Josefina Vazquez Mota, presidential candidate for the ruling National Action Party (PAN), greets supporters during a rally in in Puebla, located 125 km (78 miles) east of Mexico City June 24, 2012. REUTERS/Imelda Medina

Josefina Vazquez Mota, presidential candidate for the ruling National Action Party (PAN), greets supporters during a rally in in Puebla, located 125 km (78 miles) east of Mexico City June 24, 2012. REUTERS/Imelda Medina

(Reuters) – Mexico’s ruling party faces heavy defeat at a presidential election on Sunday and already is preparing for life in the opposition, where it could help pass economic reforms that it was unable to push through in power.

The conservative National Action Party, or PAN, ushered in a new era in Mexican democracy in a 2000 election that broke the Institutional Revolutionary Party’s (PRI) 71-year grip on power and raised high hopes of change.

Twelve years on, however, Mexico is mired in a brutal drug war and the economy has suffered from sluggish growth, in part because two successive PAN governments have failed to get structural reforms through an opposition-controlled Congress.

Josefina Vazquez Mota, the PAN candidate, is paying for those failures. Running to become Mexico’s first woman president, she is far behind front-runner Enrique Pena Nieto, who touts himself as the new face of the PRI.

Most polls show her in third place to succeed President Felipe Calderon, who is not allowed to seek re-election.

Faced with the possibility of a stinging defeat, PAN leaders already are looking back at what went wrong and plotting how to reshape their strategy in the future.
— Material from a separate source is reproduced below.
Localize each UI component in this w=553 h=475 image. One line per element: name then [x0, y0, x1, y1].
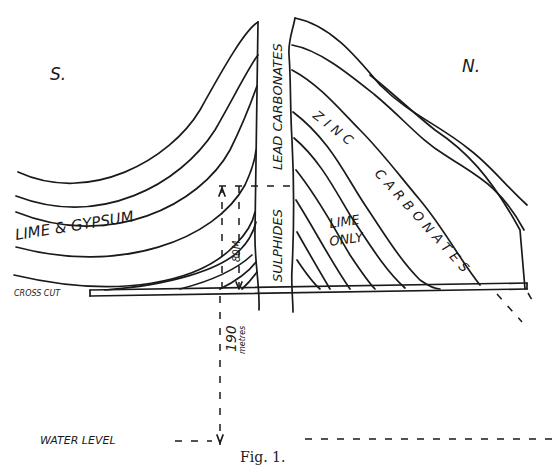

While polls show Pena Nieto winning the presidency comfortably, Congress will be a key battleground as he may need the support of PAN lawmakers for a series of economic reforms.

Calderon took office in 2006 with his own ambitious plans to lure private investment to state oil giant Pemex, reform restrictive labor laws and restructure the tax system in order to strengthen the economy and tackle poverty.

But his hopes were repeatedly dashed by PRI lawmakers loathe to hand victories to their rivals before this election.

Now Pena Nieto – a young former governor of Mexico’s most populous state – has promised to change the PRI’s ways, floating ideas for reform that look very similar to Calderon’s old plans.

The PAN, which sees itself as a party of principles, may have to choose between helping to pass laws it believes in or looking for political payback.

Several PAN politicians interviewed by Reuters say they will not block positive change for Mexico even if it means collaborating with their often obstructive old foes.

“We cannot act like them,” PAN Senator Alejandro Gonzalez Alcocer said of the PRI. “We know Mexico needs these structural reforms to jump ahead in growth. If Pena Nieto sticks to what he has said, we will pass his reforms.”

PRI RESISTANCE

Polls show the PRI, joined in coalition by the small Green Party, could win a working majority in the Senate and possibly the lower house of Congress, too. But even then, Pena Nieto could face resistance from factions within his own party and the left.

Powerful public sector unions with close links to the PRI are opposed to labor reform, and the left – including some PRI lawmakers – is steadfastly against more private involvement in the oil industry.

The leftist coalition led by the Party of the Democratic Revolution, or PRD, is expected to have a fairly strong presence in Congress after a late surge in support for its candidate Andres Manuel Lopez Obrador, who is second in the polls, and it could vote against many free-market economic reforms.